Measure Theory – Non-Measurable Subset of a Positive Measure Set

lebesgue-measuremeasure-theory

I am self-studying measure theory and I have seen this theorem:

If $A$ is a set of positive measure, then there exists a subset $D$ of $A$ that is non measurable.

I am not sure how to prove it. I have read the article about Vitali set in here. If $V(0,1)$ represents the Vitali set constructed in the interval $[0,1]$. Then isn't that $V=\bigcup_{n\in \mathbb Z} V(n,n+1)$ be a non measurable set? If so, whether $D=V\cap A$ is the desirable subset of $A$ which is non measurable?

Best Answer

This presentation is essentially repeated from "Measure and Integral" by Wheeden and Zygmund. The function $\lvert \cdot \rvert_e$ denotes outer measure. It can be proven that if $E$ is a measurable subset of $\mathbb{R}$ with positive measure, then the set of differences $\{ x-y \ \lvert \ x,y \in E \}$ contains an interval at the origin. The proof is in this answer as well as the book referenced: https://math.stackexchange.com/a/104126/35667.

Let $A \subset \mathbb{R}$ be a set with positive outer measure. Let $E_r$ be the Vitali set on the real line translated by $r$, i.e. a set of representatives of equivalence classes of $\mathbb{R} / \mathbb{Q}$. For $r,q$ rational, $r \ne q$, we have $E_r \cap E_q$ is empty, and $\cup_{r \in \mathbb{Q}} E_r = \mathbb{R}$. So $A = \cup_r (A \cap E_r)$, and $\lvert A \rvert_e \leq \sum_r \lvert A \cap E_r \rvert_e$. Now if $A \cap E_r$ is measurable, then it must have measure $0$ by the preceding paragraph since its set of differences contains no interval at the origin (any two elements of this set differ by an irrational number). But since $\lvert A \rvert_e > 0$, we must have $A \cap E_r$ with positive outer measure for some $r$. Then this $A \cap E_r$ is the desired nonmeasurable set.

This can be extended to $\mathbb{R}^n$.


*TASK DETAILS*: Having located the line with "Image dimensions: 1024w", repeat it and all remaining lines of the records exactly. Pictures do not belong in the answer.

*SUPPLIED INFORMATION*:
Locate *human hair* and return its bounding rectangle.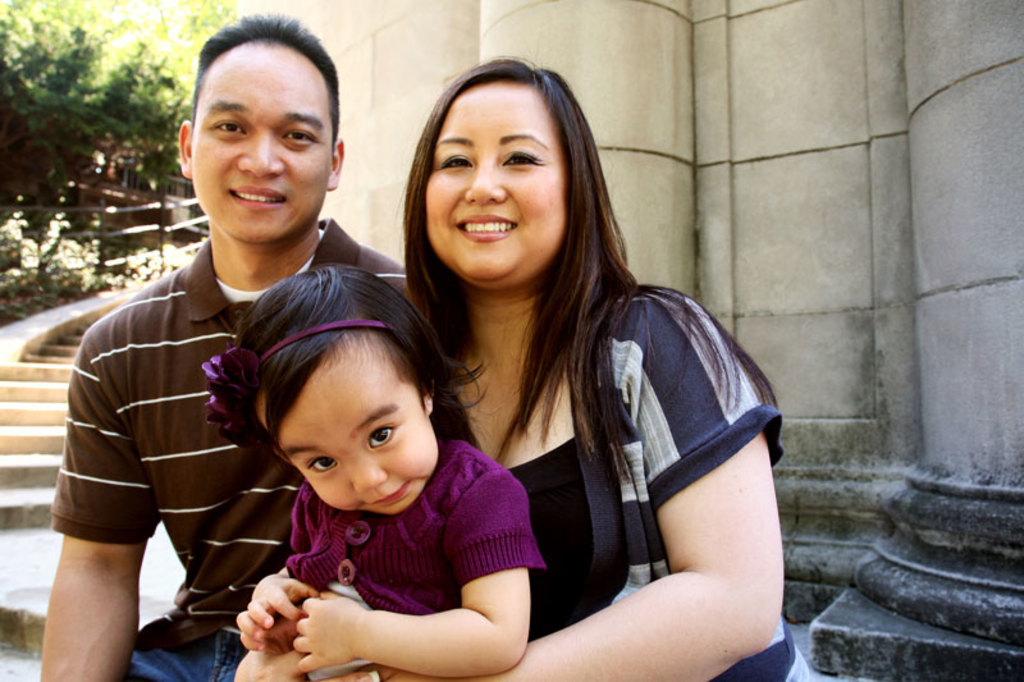
{"left": 183, "top": 12, "right": 342, "bottom": 145}.
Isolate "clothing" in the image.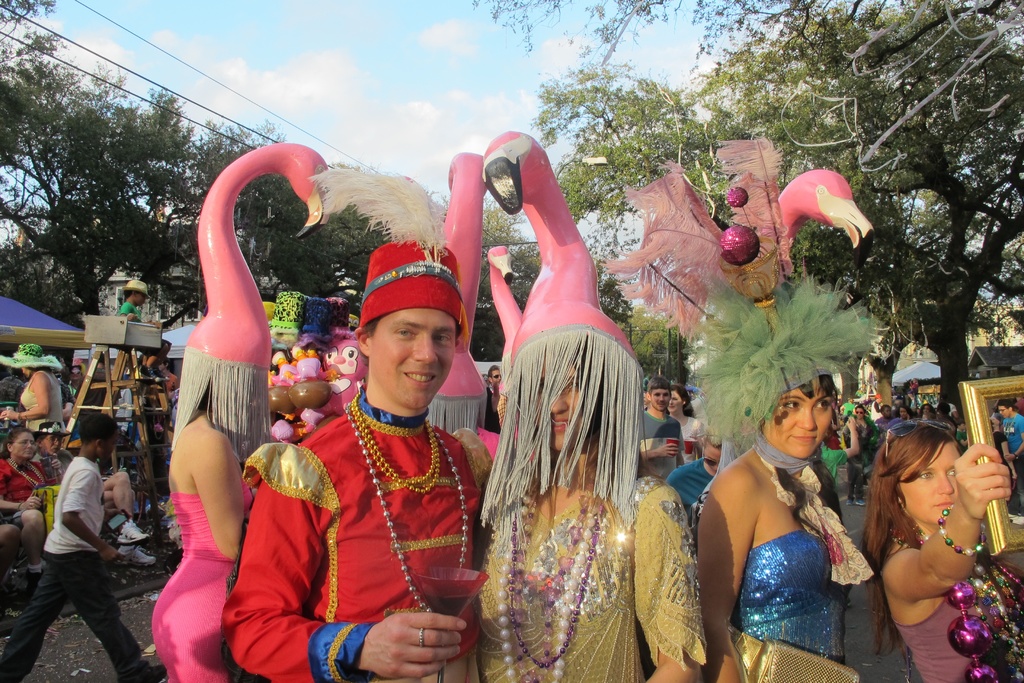
Isolated region: bbox(0, 548, 155, 682).
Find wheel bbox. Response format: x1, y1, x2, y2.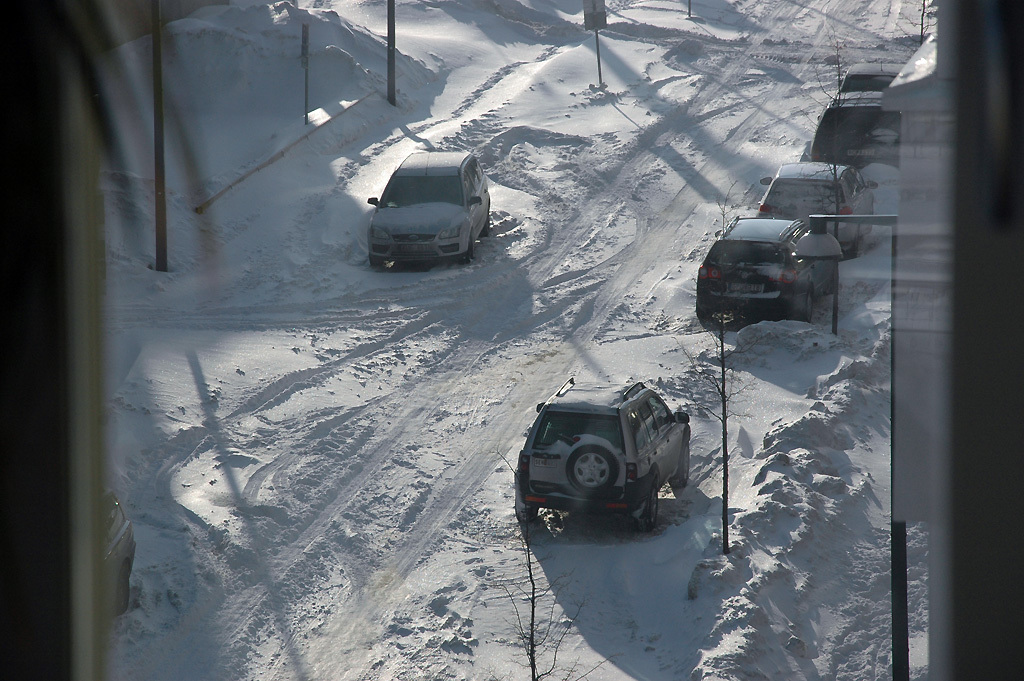
368, 256, 384, 266.
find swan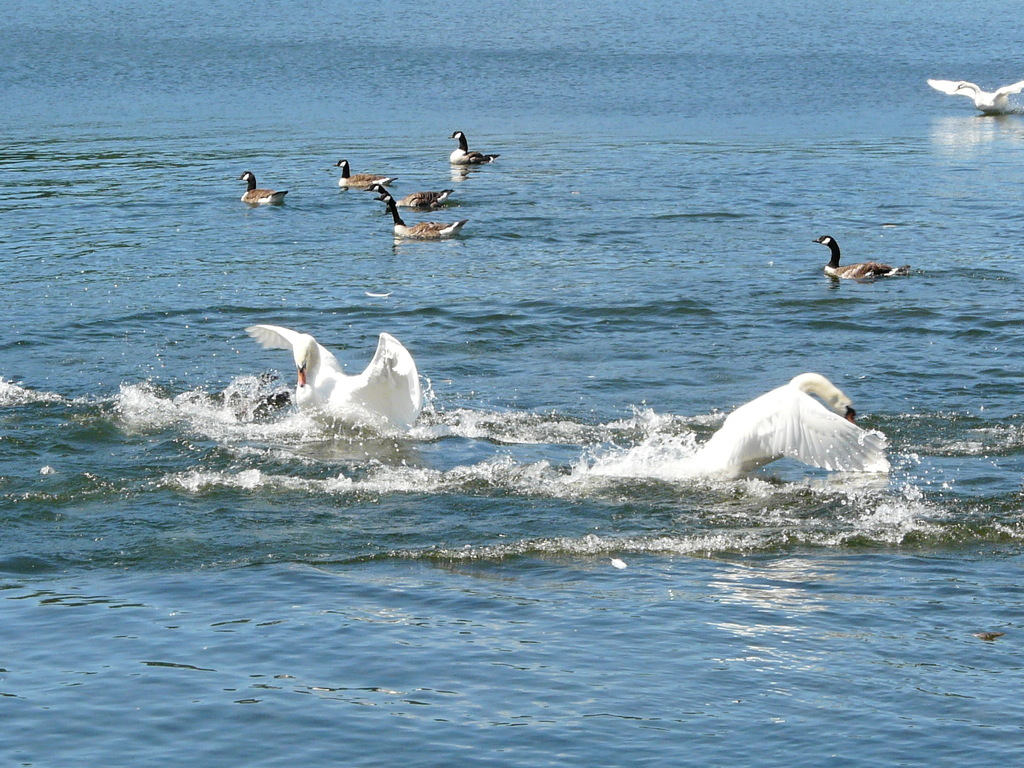
bbox=(653, 365, 896, 469)
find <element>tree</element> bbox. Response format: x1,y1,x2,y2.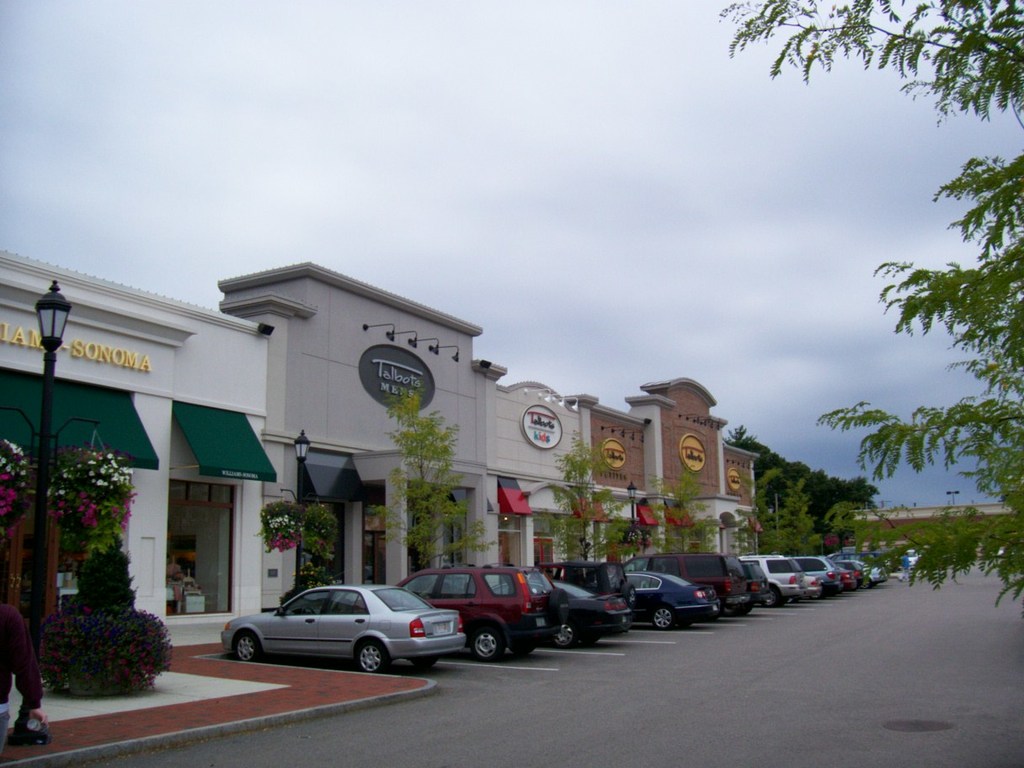
641,451,721,557.
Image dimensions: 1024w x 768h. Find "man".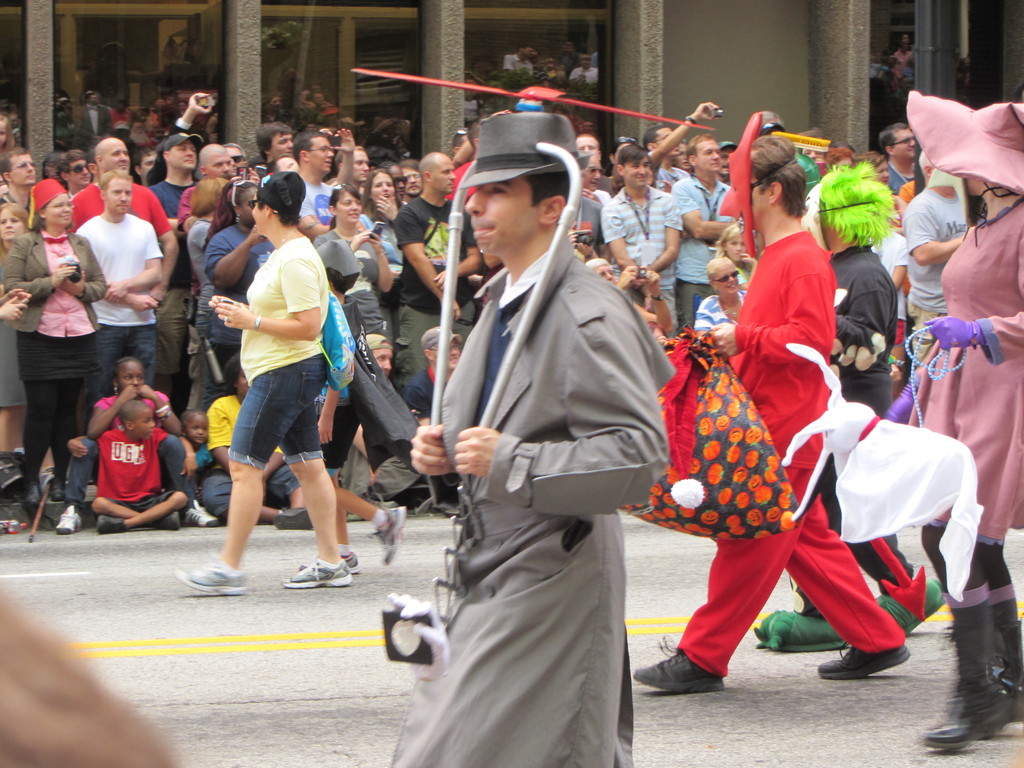
crop(253, 124, 300, 170).
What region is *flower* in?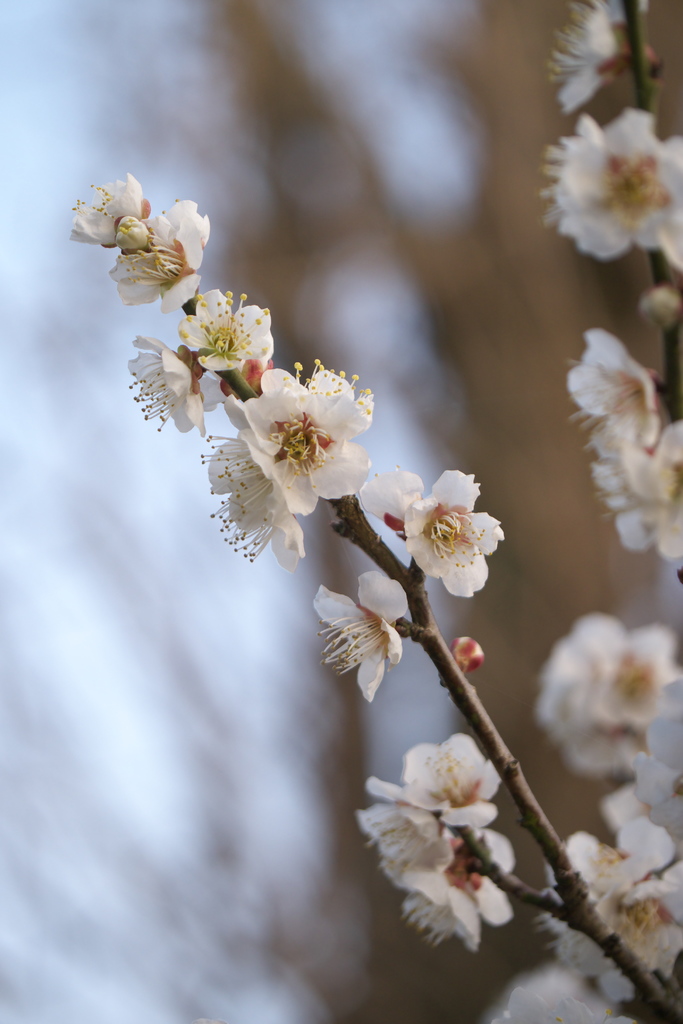
detection(126, 330, 208, 435).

*SOLUTION TO THIS PROBLEM*:
Image dimensions: 1024w x 768h. Find "man".
crop(253, 124, 300, 170).
What region is *flower* in?
detection(126, 330, 208, 435).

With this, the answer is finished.